(e.g. AIXItl,
Moore's Law is not enough to make AIXI-style brute force work. A few more orders of magnitude won't beat combinatorial explosion.
Assuming the worst case on the algorithmic side, a standstill, the computational cost - even that of a combinatorial explosion - remains constant. The gap can only narrow down. That makes it a question of how many doubling cycles it would take to close it. We're not necessarily talking desktop computers here (disregarding their goal predictions).
Exponential growth with such a short doubling time with some unknown goal threshold to be reached is enough to make any provably optimal approach work eventually. If it continues.
While going through the list of arguments for why to expect human level AI to happen or be impossible I was stuck by the same tremendously weak arguments that kept on coming up again and again. The weakest argument in favour of AI was the perenial:
Lest you think I'm exaggerating how weakly the argument was used, here are some random quotes:
At least Moravec gives a glance towards software, even though it is merely to say that software "keeps pace" with hardware. What is the common scale for hardware and software that he seems to be using? I'd like to put Starcraft II, Excel 2003 and Cygwin on a hardware scale - do these correspond to Penitums, Ataris, and Colossus? I'm not particularly ripping into Moravec, but if you realise that software is important, then you should attempt to model software progress!
But very rarely do any of these predictors try and show why having computers with say, the memory capacity or the FOPS of a human brain, will suddenly cause an AI to emerge.
The weakest argument against AI was the standard:
Some of the more sophisticated go "Gödel, hence no AI!". If the crux of your whole argument is that only humans can do X, then you need to show that only humans can do X - not assert it and spend the rest of your paper talking in great details about other things.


### Task objective
Filter on the word "charge": copy each matching line from the listing below.

(Supplied records begins)

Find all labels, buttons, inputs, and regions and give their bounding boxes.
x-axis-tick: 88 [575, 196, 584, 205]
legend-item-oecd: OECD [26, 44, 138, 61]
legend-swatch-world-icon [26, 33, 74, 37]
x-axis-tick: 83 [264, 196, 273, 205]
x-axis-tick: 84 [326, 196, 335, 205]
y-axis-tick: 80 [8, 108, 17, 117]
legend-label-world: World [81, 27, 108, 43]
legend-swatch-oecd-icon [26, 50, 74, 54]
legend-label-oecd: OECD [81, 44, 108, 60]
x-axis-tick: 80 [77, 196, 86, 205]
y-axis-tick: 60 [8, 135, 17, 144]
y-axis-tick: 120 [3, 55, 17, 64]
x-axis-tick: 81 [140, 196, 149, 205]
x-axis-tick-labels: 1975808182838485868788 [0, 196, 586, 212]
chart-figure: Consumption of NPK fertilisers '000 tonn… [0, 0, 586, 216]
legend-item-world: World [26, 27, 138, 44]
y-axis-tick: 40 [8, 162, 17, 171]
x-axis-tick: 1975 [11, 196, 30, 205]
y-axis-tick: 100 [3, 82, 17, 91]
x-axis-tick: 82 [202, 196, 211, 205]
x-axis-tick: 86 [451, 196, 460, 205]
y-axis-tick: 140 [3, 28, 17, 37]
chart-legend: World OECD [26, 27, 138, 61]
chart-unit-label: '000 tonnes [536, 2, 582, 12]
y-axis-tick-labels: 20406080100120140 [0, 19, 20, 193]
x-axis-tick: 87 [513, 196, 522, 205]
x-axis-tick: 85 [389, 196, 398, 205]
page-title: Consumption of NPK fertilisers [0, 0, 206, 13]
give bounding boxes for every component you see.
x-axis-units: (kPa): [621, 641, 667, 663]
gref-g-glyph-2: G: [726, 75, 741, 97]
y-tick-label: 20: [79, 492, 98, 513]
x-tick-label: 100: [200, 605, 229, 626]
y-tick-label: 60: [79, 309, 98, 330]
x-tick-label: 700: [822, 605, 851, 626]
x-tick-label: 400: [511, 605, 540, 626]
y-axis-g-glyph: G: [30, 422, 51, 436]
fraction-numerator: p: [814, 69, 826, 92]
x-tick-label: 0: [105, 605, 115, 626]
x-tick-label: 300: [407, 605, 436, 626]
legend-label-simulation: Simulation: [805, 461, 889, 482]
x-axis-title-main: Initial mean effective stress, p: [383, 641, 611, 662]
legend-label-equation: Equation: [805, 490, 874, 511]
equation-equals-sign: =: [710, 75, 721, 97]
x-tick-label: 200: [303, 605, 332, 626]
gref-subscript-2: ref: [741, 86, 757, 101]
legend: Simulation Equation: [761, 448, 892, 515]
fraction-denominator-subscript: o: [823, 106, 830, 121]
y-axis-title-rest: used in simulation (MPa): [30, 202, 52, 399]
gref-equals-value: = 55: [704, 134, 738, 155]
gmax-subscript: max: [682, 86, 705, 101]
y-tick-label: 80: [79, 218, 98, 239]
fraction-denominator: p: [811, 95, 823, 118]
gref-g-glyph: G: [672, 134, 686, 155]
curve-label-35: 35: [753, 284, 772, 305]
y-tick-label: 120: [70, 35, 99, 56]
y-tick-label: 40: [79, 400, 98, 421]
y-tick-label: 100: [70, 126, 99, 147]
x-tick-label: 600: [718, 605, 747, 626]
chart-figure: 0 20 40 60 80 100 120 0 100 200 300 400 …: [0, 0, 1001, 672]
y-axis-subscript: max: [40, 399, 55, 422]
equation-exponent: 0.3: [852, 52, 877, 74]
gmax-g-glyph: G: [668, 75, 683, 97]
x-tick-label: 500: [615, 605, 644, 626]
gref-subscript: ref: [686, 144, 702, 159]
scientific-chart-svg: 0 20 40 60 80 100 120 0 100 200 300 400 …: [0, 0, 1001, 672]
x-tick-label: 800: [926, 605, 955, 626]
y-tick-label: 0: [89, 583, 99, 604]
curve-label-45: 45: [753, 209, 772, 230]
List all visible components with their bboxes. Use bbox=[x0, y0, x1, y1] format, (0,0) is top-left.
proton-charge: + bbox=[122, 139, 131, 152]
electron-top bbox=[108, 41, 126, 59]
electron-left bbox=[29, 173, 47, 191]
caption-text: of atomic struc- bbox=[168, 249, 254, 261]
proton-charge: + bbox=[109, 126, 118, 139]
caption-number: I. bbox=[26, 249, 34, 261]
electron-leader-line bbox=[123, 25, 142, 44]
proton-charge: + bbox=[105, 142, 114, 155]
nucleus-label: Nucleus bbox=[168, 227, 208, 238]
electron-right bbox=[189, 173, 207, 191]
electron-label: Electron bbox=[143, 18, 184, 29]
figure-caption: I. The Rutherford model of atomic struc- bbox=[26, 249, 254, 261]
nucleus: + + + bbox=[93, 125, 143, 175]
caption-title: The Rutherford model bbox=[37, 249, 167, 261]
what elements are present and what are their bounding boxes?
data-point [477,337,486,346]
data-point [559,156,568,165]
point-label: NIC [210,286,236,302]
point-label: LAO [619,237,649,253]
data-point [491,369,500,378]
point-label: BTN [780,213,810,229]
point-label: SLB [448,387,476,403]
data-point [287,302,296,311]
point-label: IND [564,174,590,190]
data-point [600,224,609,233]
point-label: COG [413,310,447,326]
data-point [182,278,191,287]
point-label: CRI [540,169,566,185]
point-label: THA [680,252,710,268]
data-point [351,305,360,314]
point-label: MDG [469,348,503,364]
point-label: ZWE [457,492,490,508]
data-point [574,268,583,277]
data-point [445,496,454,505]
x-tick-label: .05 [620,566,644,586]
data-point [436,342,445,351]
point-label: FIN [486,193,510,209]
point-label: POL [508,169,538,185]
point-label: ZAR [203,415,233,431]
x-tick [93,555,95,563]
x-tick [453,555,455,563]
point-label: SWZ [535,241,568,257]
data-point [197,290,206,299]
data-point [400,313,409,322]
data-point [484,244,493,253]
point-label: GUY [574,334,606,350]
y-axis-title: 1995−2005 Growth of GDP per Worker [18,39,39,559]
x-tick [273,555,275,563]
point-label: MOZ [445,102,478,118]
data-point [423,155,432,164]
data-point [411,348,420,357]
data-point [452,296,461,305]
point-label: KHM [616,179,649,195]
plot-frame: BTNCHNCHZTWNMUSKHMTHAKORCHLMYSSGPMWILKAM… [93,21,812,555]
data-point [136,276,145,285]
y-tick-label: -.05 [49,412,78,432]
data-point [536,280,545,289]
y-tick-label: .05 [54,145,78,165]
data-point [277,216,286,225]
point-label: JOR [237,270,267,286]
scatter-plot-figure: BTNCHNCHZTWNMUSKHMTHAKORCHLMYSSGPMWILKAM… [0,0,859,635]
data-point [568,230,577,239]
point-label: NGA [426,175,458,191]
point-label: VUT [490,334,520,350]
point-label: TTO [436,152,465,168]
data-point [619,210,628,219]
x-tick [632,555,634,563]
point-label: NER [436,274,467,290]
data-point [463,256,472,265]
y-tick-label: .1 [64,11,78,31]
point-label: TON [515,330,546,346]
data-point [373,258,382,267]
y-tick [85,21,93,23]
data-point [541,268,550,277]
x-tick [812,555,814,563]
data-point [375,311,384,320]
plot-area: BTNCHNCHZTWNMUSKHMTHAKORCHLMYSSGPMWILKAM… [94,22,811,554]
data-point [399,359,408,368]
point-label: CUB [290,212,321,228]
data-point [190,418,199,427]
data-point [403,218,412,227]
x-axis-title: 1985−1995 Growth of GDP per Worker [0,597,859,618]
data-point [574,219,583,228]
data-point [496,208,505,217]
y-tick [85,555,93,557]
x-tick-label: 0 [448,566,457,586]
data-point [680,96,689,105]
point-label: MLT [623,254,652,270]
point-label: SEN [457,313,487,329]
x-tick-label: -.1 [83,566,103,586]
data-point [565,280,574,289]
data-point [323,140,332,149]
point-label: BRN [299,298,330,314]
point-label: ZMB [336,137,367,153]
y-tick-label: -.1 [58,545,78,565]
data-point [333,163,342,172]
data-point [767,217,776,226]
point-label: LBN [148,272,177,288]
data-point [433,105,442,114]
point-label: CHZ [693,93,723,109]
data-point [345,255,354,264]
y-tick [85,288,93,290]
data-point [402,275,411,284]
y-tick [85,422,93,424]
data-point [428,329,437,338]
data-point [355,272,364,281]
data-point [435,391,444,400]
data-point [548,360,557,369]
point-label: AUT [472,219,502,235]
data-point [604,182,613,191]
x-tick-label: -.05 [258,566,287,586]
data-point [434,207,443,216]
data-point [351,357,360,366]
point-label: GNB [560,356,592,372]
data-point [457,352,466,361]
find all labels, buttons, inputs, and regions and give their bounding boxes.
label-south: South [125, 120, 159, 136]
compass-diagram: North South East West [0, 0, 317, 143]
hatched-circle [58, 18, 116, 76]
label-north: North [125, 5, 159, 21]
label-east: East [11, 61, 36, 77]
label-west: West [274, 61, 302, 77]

(Supplied records ends)

### Result of the exercise
proton-charge: + bbox=[122, 139, 131, 152]
proton-charge: + bbox=[109, 126, 118, 139]
proton-charge: + bbox=[105, 142, 114, 155]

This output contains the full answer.